‘David Hockney caught the look of the modern world’: a tribute to the artist whose work was a feast of visual pleasure
AI Summary
David Hockney, a Bradford-born painter who became one of the most influential contemporary artists of the 20th and 21st centuries, died on June 11 at age 88. He rose to prominence as a pop artist in the 1960s and created celebrated works depicting California landscapes, swimming pools, and English countryside scenes, working across painting, photography, stage design, and printmaking.
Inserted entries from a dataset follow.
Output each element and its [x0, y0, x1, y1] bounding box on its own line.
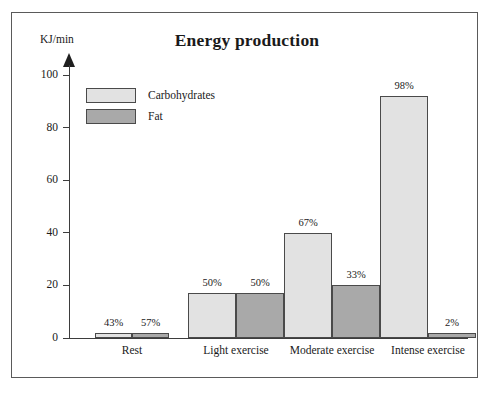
- y-axis-tick: [63, 127, 70, 128]
- bar-value-label: 50%: [230, 278, 290, 289]
- bar-fat: [236, 293, 284, 338]
- chart-plot-area: Energy production KJ/min 020406080100 43…: [12, 13, 479, 379]
- legend-label-fat: Fat: [148, 110, 163, 124]
- y-axis-tick: [63, 232, 70, 233]
- bar-value-label: 98%: [374, 81, 434, 92]
- bar-carbohydrates: [380, 96, 428, 338]
- chart-title: Energy production: [112, 30, 382, 51]
- y-axis-tick-label: 0: [24, 332, 58, 344]
- y-axis-tick-label: 60: [24, 174, 58, 186]
- bar-value-label: 2%: [422, 318, 482, 329]
- x-axis-line: [69, 338, 468, 339]
- y-axis-tick: [63, 75, 70, 76]
- y-axis-tick-label: 80: [24, 122, 58, 134]
- legend-swatch-fat: [86, 109, 136, 124]
- y-axis-tick: [63, 285, 70, 286]
- y-axis-tick: [63, 180, 70, 181]
- bar-fat: [428, 333, 476, 338]
- chart-frame: Energy production KJ/min 020406080100 43…: [11, 12, 478, 378]
- y-axis-tick-label: 40: [24, 227, 58, 239]
- y-axis-tick-label: 20: [24, 279, 58, 291]
- bar-value-label: 67%: [278, 218, 338, 229]
- y-axis-label: KJ/min: [40, 33, 74, 45]
- bar-carbohydrates: [284, 233, 332, 338]
- x-axis-group-label: Intense exercise: [354, 345, 493, 357]
- legend-label-carbohydrates: Carbohydrates: [148, 89, 215, 103]
- bar-value-label: 33%: [326, 270, 386, 281]
- bar-fat: [332, 285, 380, 338]
- legend-swatch-carbohydrates: [86, 88, 136, 103]
- y-axis-tick-label: 100: [24, 69, 58, 81]
- bar-fat: [132, 333, 169, 338]
- y-axis-line: [69, 65, 70, 339]
- y-axis-tick: [63, 338, 70, 339]
- bar-value-label: 57%: [126, 318, 175, 329]
- bar-carbohydrates: [95, 333, 132, 338]
- bar-carbohydrates: [188, 293, 236, 338]
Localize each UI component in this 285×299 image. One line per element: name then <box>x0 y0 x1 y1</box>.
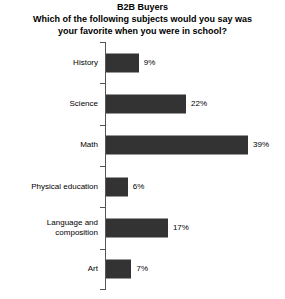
chart-title-block: B2B Buyers Which of the following subjec… <box>0 2 285 37</box>
bar-row: History9% <box>0 42 285 83</box>
bar-value-label: 6% <box>133 182 145 192</box>
bar <box>106 260 131 279</box>
plot-area: History9%Science22%Math39%Physical educa… <box>0 42 285 292</box>
category-label: Science <box>0 99 98 109</box>
bar-row: Art7% <box>0 249 285 290</box>
category-label: Math <box>0 140 98 150</box>
category-label: Physical education <box>0 182 98 192</box>
bar <box>106 177 128 196</box>
bar-value-label: 7% <box>136 264 148 274</box>
category-label: History <box>0 58 98 68</box>
bar <box>106 53 139 72</box>
bar-value-label: 22% <box>191 99 207 109</box>
bar <box>106 136 248 155</box>
chart-subtitle-line-1: Which of the following subjects would yo… <box>0 13 285 25</box>
bar <box>106 94 186 113</box>
bar-row: Physical education6% <box>0 166 285 207</box>
category-label: Language and composition <box>0 218 98 238</box>
bar-value-label: 17% <box>173 223 189 233</box>
chart-container: B2B Buyers Which of the following subjec… <box>0 0 285 299</box>
page-title: B2B Buyers <box>0 2 285 13</box>
category-label: Art <box>0 264 98 274</box>
bar <box>106 218 168 237</box>
chart-subtitle-line-2: your favorite when you were in school? <box>0 25 285 37</box>
bar-row: Math39% <box>0 125 285 166</box>
bar-row: Language and composition17% <box>0 207 285 248</box>
bar-value-label: 9% <box>144 58 156 68</box>
bar-row: Science22% <box>0 83 285 124</box>
bar-value-label: 39% <box>253 140 269 150</box>
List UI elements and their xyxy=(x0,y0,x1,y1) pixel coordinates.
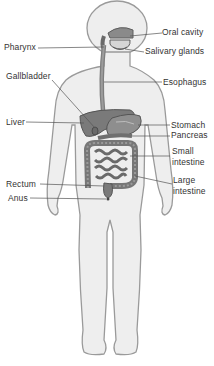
leader-pharynx xyxy=(38,47,104,48)
label-rectum: Rectum xyxy=(6,180,36,189)
label-oral-cavity: Oral cavity xyxy=(162,28,203,37)
label-esophagus: Esophagus xyxy=(163,78,206,87)
label-large-intestine-line2: intestine xyxy=(173,187,206,196)
label-stomach: Stomach xyxy=(171,121,205,130)
label-small-intestine-line2: intestine xyxy=(172,158,205,167)
anus-organ xyxy=(107,198,110,201)
label-pancreas: Pancreas xyxy=(171,131,208,140)
label-large-intestine-line1: Large xyxy=(173,176,195,185)
digestive-system-diagram: Oral cavity Pharynx Salivary glands Gall… xyxy=(0,0,214,366)
gallbladder-organ xyxy=(92,127,98,135)
label-gallbladder: Gallbladder xyxy=(6,72,51,81)
rectum-organ xyxy=(104,183,113,198)
label-liver: Liver xyxy=(6,118,25,127)
label-small-intestine-line1: Small xyxy=(172,147,194,156)
label-salivary-glands: Salivary glands xyxy=(145,47,204,56)
label-anus: Anus xyxy=(8,194,28,203)
label-pharynx: Pharynx xyxy=(4,43,36,52)
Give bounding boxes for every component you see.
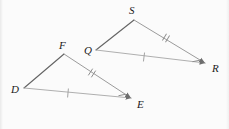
side-QS [96,20,134,50]
vertex-label-D: D [10,83,19,95]
triangles-figure: D F E Q S R [0,0,229,129]
triangle-QSR: Q S R [84,4,219,74]
vertex-label-Q: Q [84,44,92,56]
vertex-label-E: E [136,98,144,110]
vertex-label-F: F [58,39,66,51]
side-DF [24,54,64,88]
side-DE [24,88,131,98]
vertex-label-S: S [129,4,135,16]
tick-DE-single [68,89,69,98]
side-SR [134,20,205,63]
side-FE [64,54,131,98]
tick-FE-double [88,69,95,78]
tick-QR-single [143,53,144,62]
triangle-DFE: D F E [10,39,144,110]
geometry-diagram-canvas: D F E Q S R [0,0,229,129]
tick-E-corner-single [118,94,125,95]
side-QR [96,50,205,63]
vertex-label-R: R [211,62,219,74]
His works achieved enormous commercial success, with some paintings selling for tens of millions of dollars at auction, reflecting his lasting impact on global culture.
He was subversive and bold, yet also playful and accepting – putting the fun into pop art and finding freedom and fulfilment amid the blue skies and pools of California. David Hockney, who has died aged 88, lived and painted the truth
David Hockney changed the world just by looking at it. His art was a feast of unabashed visual pleasure, one long orgy of the gaze, the delighted lifelong epiphany of someone who cherished flowers in a vase and freeways in the sun and thought endlessly about new ways of making pictures of such passing treasures. It didn’t seem to occur to him that the way he saw was revolutionary – all he cared about was truth. But no one had ever captured the look and feel of the contemporary world with such acceptance before. He has the same simple perfection as the Beatles – just as they caught the sound of the modern world, he caught its look.
The most revealing fact about Hockney is that he loved LA. Where some might see a moronic inferno, he saw freedom and possibility under an unjudging blue sky. Low-lying houses with patio doors glinting vacantly, tall thin palm trees with tiny heads, the white spume of a diver’s splash – Hockney’s California is a vision of paradise. He is the Matisse of pop art, A Bigger Splash the 1960s answer to Matisse’s 1904 manifesto for hedonism, Luxe, Calme et Volupté.